Despite the limitations of this study, the lone study that was done on experiential learning at Minority Serving Institutions found only one change over time—an increase in awareness of opportunities for community involvement (Ellerton et al., 2016). There are many differences between their study and ours. But, it seems that the current study of the internship program at a 4-year HSI is associated with more positive results than the service learning experience that Ellerton et al. examined at four 2-year MSIs.
Future research might consider conducting interviews or focus groups to better understand the processes underlying the major findings, such as why the internship students are interacting more with faculty outside of the classroom. Likewise, now that we have an understanding of some of the areas that are affected by participation in a formal internship, future surveys should ask more specific questions in those relevant areas. In addition, a survey of differences in the experience of internship programs at MSIs versus colleges with few minority students would illuminate the extent to which benefits vary. Finally, a lot of the criticism directed at internships focuses on their limited contribution for helping graduates secure college entry jobs (Crain, 2016; Perlin, 2012; Waxman, 2018). An evaluation of how internships for students at HSI and MSIs are related to graduates’ career advancement would be especially helpful.
This study provided insight into the positive outcomes that students at a minority-serving nonresidential urban college provide. Our study found some benefits, though there were several areas that were minimally affected. Students, faculty, and college staff need to carefully consider the tradeoff of encouraging formal internships for students from HSIs, as many might be able to get much needed wages elsewhere and could avoid paying tuition for an additional course.
Footnotes
Acknowledgements
The authors would like to thank Chantel Wright in help to coordinate the study, and Bosco Villavicencio and Alondra Rangel for helping to collect and prepare the data.

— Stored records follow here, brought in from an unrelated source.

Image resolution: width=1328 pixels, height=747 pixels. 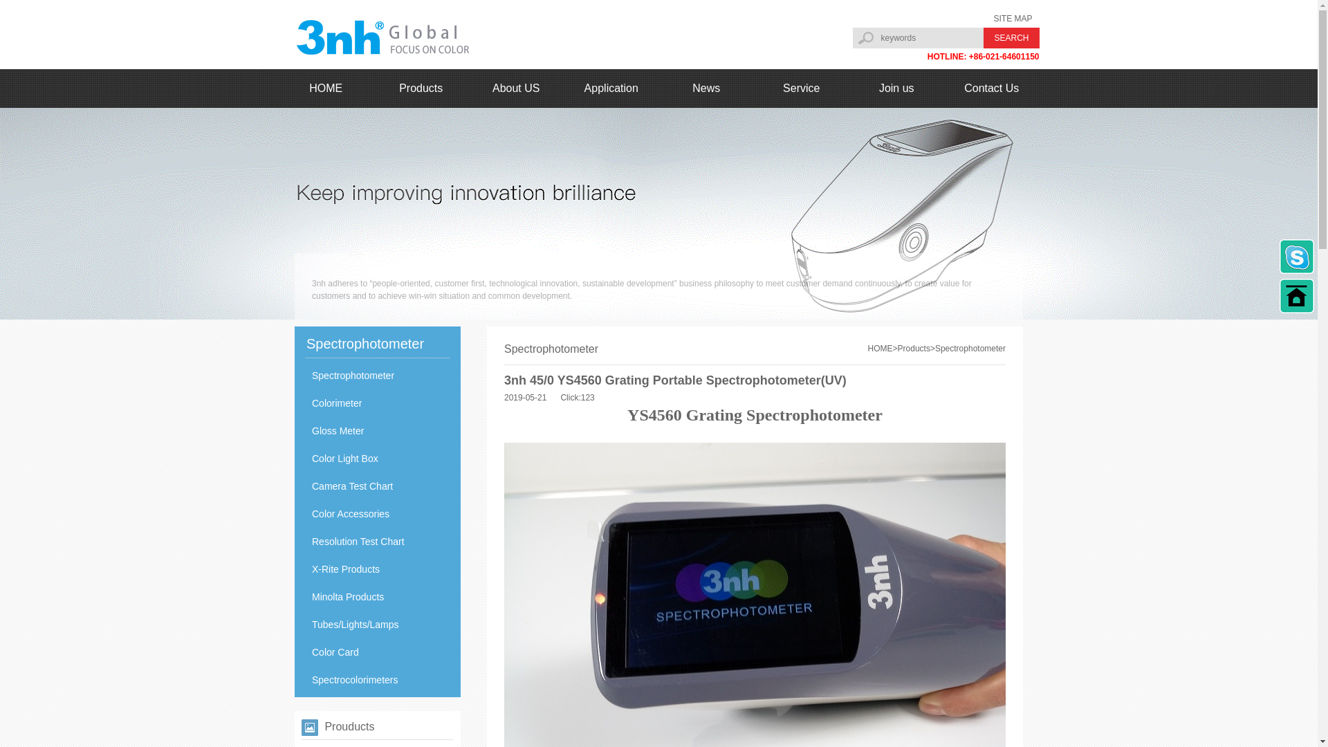 I want to click on Color Accessories, so click(x=378, y=514).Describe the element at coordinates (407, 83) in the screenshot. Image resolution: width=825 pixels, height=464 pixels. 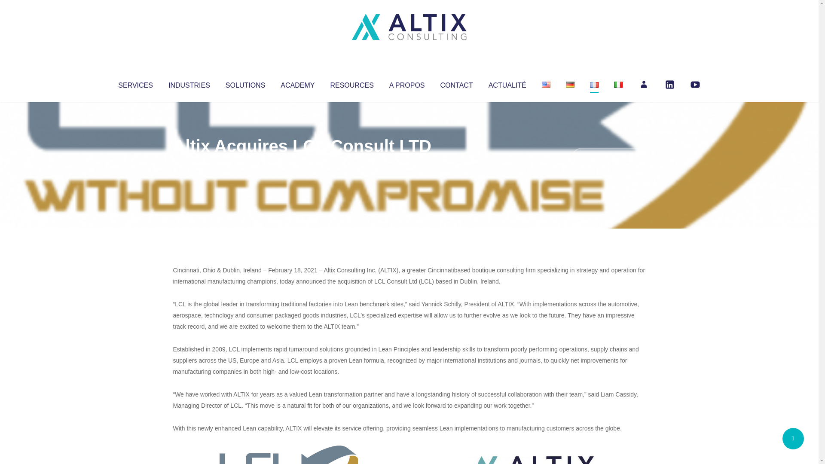
I see `A PROPOS` at that location.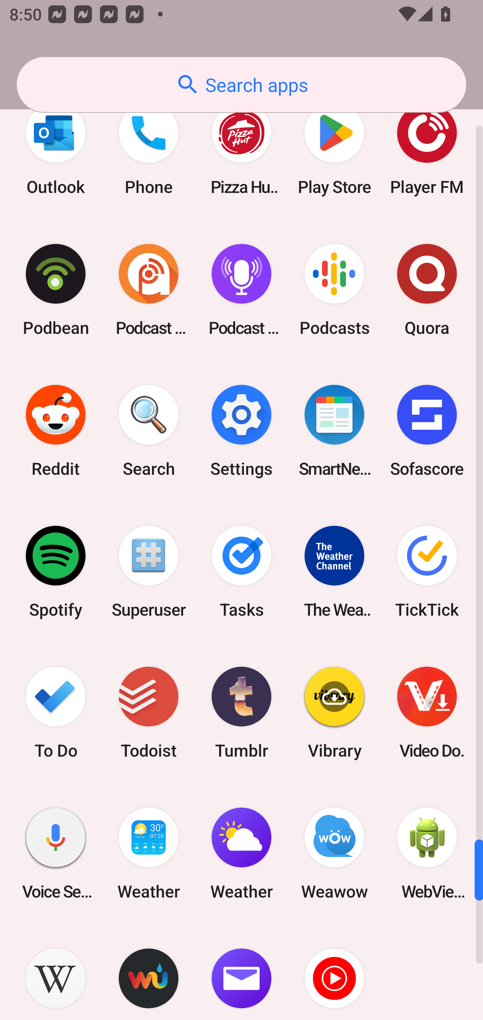  Describe the element at coordinates (242, 854) in the screenshot. I see `Weather` at that location.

Declaration of Conflicting Interests
The author(s) declared no potential conflicts of interest with respect to the research, authorship, and/or publication of this article.
Funding
The author(s) disclosed receipt of the following financial support for the research, authorship, and/or publication of this article: This study received funding support from the Career Engagement Faculty Fellowship Program with the Experiential Learning/Internship Team at the Center for Career and Professional Development of John Jay College of Criminal Justice.